The Collapse of Parenting


Book Description

In this New York Times bestseller, one of America’s premier physicians offers a must-read account of the new challenges facing parents today and a program for how we can better prepare our children to navigate the obstacles they face In The Collapse of Parenting, internationally acclaimed author Leonard Sax argues that rising levels of obesity, depression, and anxiety among young people can be traced to parents abdicating their authority. The result is children who have no standard of right and wrong, who lack discipline, and who look to their peers and the Internet for direction. Sax shows how parents must reassert their authority - by limiting time with screens, by encouraging better habits at the dinner table, and by teaching humility and perspective - to renew their relationships with their children. Drawing on nearly thirty years of experience as a family physician and psychologist, along with hundreds of interviews with children, parents, and teachers, Sax offers a blueprint parents can use to help their children thrive in an increasingly complicated world.




Christmas in the Trenches


Book Description

This moving book about peace, understanding, and unity is based on the real-life World War I event known as the Christmas Truce. It is cold and clear on Christmas Eve night in 1914. Suddenly, a strange sound pierces the darkness. Someone is singing a Christmas carol in German. Francis Tolliver and his fellow British soldiers are holed up in muddy trenches along the Western Front.
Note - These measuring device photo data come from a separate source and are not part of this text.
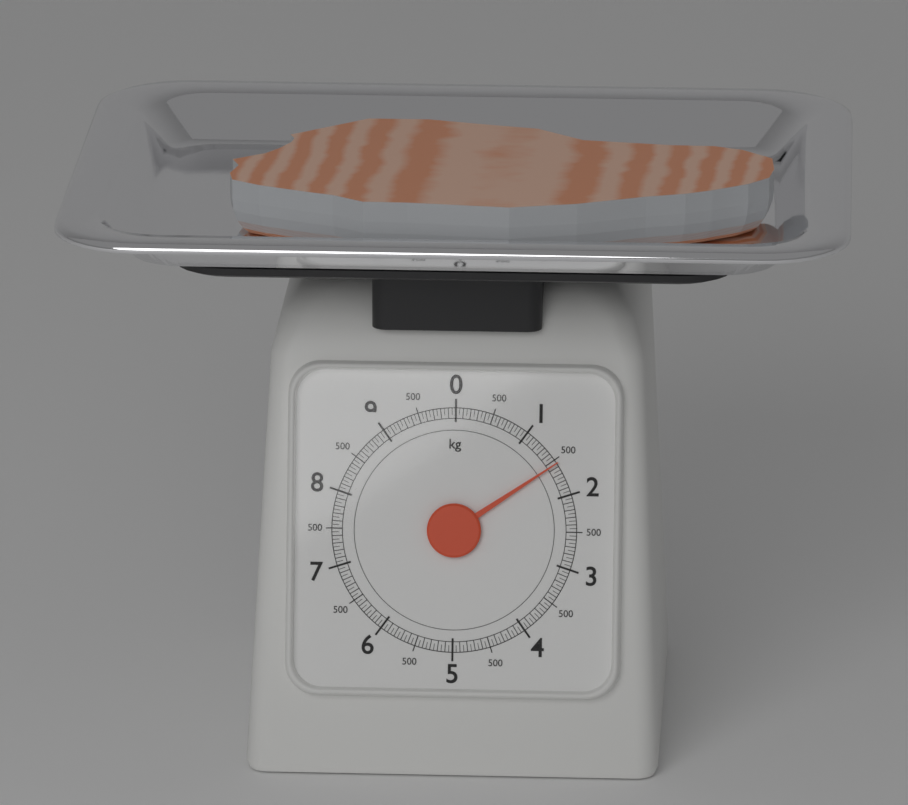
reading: 1.55 kg
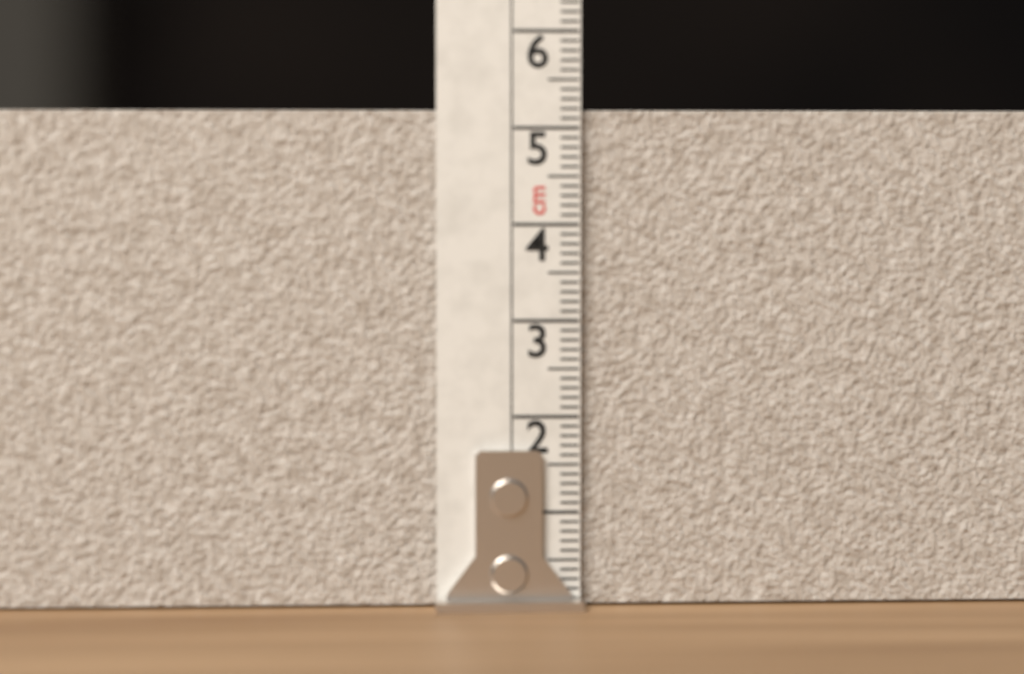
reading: 5.2 cm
Their enemies—German soldiers—lie in wait just across a field known as "No Man's Land." As the Germans' carol ends, Tolliver and the other British soldiers sing "God Rest Ye Merry Gentlemen." Soon carols are being sung back and forth. Then a figure emerges in the dark, carrying a small Christmas tree with lighted candles. The British and German soldiers slowly leave their trenches—and the war—behind to stand together in the open field. This haunting story is adapted by award-winning songwriter John McCutcheon from his song of the same name. Henri Sørensen's traditional, full-color oil paintings reinforce the emotional power and dignity of the story. Back matter provides more information about the historical event, and a CD featuring readings of the story and recordings of "Silent Night" and "Christmas in the Trenches" is included.